Review: The Lark and the Wren (Bardic Voices Book 1 of 4)

The Lark and the Wren - Mercedes Lackey

I had fun reading this book. It’s a light and fluffy fantasy story, but I enjoyed the writing, the story, and the characters. The main character, a girl named Rune, is a teenager living at an inn where her mother and she both work. From a young age she showed a gift for music and taught herself to play the fiddle, with the help of various traveling musicians who stopped by their inn and were remarkably generous in teaching her how to play different songs. She often played these songs for the inn patrons during normal nights when there wasn’t a musician staying there. She had a strained relationship with her self-centered mother, and she was looked down upon by most people in the village. Her dream was to win an apprenticeship with the Bardic Guild where she imagined she’d lead a life spent learning about music and playing music, all in the company of like-minded musicians who support and help each other.

 

Rune was a sympathetic character. She was smart and practical, and that made her easier to sympathize with as compared to the type of character found in many books who cause most of their own problems. Rune used common sense and she listened to advice. The other major characters in the story were likable also.

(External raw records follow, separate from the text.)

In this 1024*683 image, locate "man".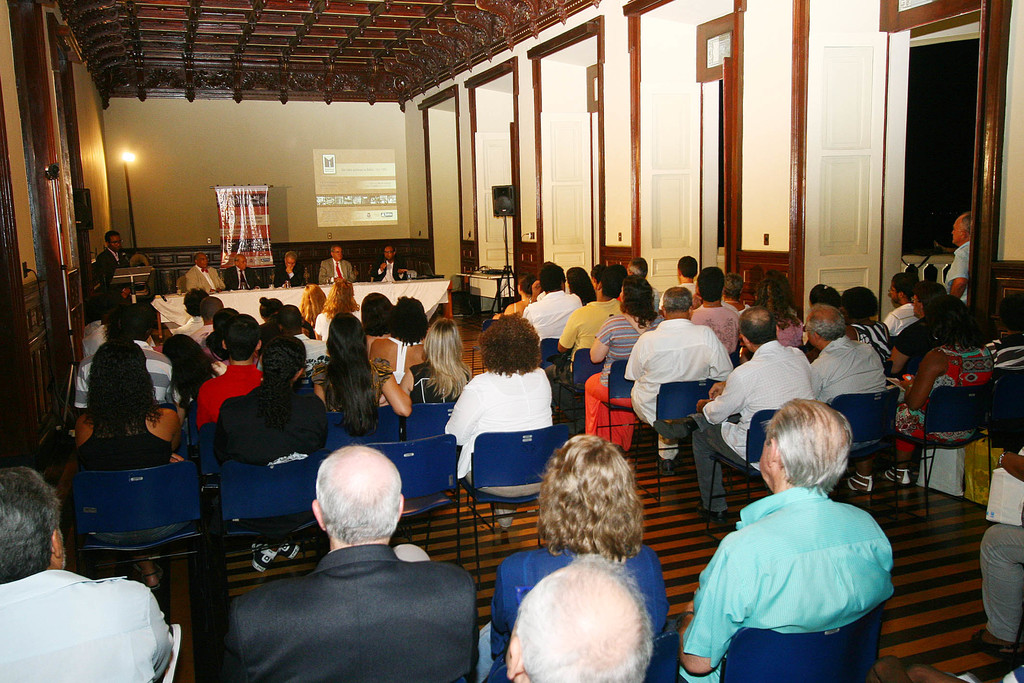
Bounding box: [left=676, top=259, right=699, bottom=285].
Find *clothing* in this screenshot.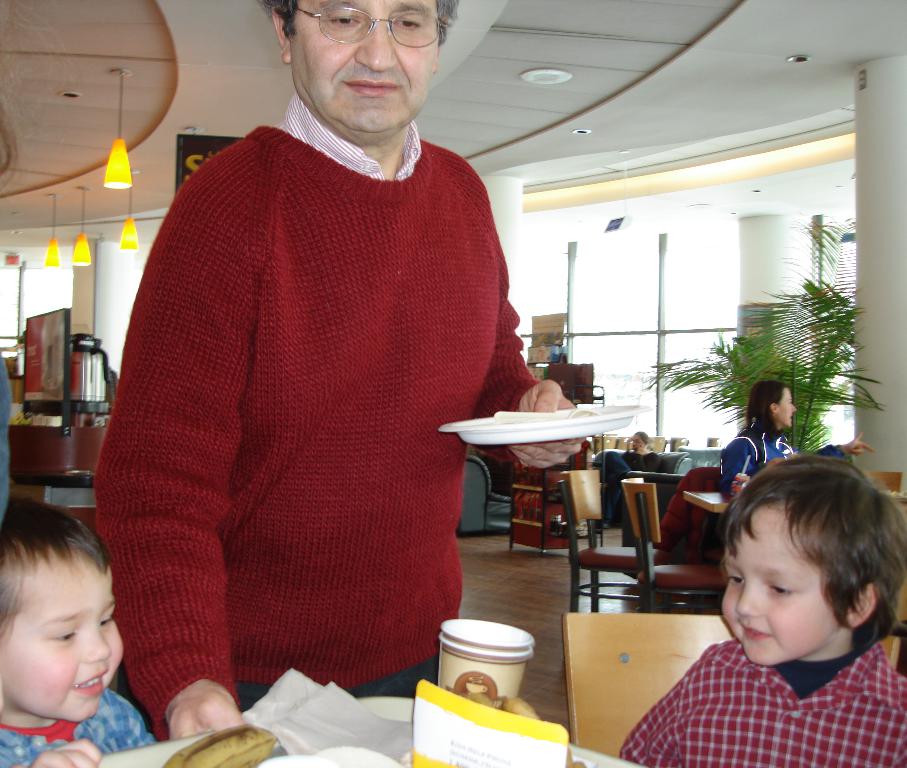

My main complaint with Rune was that she had an awful lot of mental monologues about the corruptness of government agencies, the church, and rich people. The author did introduce a few decent people from these groups, so my problem wasn’t that it was a completely one-sided point of view. My problem was just the repetitiveness of it. I don’t want to listen to a character complain at length about an organization, certainly not more than once. If the organization is corrupt, I want to see them engage in corrupt activities. We did in fact see that, so I didn’t need the monologues to convince me they were corrupt. Fortunately, while this occurred often enough to annoy me, it really wasn’t all that frequent.

 

I had read an anthology by this author last June called Fiddler Fair. As it turned out, one of the short stories in that anthology was pretty much taken straight from a chapter in the middle of this book. The story made several references to earlier events in Rune’s life, so I found that I knew a lot of the major plot points from the first half of the book. Normally this would make a book less enjoyable for me because I liked to be surprised by where things go, but the story was much more enjoyable in a full-length novel where all the details were fleshed out so I enjoyed it anyway. Everything that happened after the first half was more of a surprise and it was nice to finally learn how things turned out after the events in the short story.

 

The book did get really romance-heavy in the second half and it happened awfully fast in terms of page count. Weeks and occasionally months of time often passed between sections of the book, so the romance did develop over a reasonable period of time, but I as a reader didn’t get to see the slow development so I only felt mildly invested. For a little while it became very angsty in a repetitive sort of way and I started to get thoroughly tired of it. The nice thing was that it wasn’t dragged out too long. I was afraid it would be dragged out until the end of the book, but it was resolved well before the end and then the story moved back to more interesting territory.

 

Although this is the first book in a series, the author told a complete story and this book could stand well on its own. I’m a little skeptical about whether the author will be able to sustain my interest in this setting for five books, but I plan to continue on to the second book and see where she goes with it. For some reason I kept passing over this series in favor of other books that looked more interesting to me, but I’m glad I finally got around to trying it.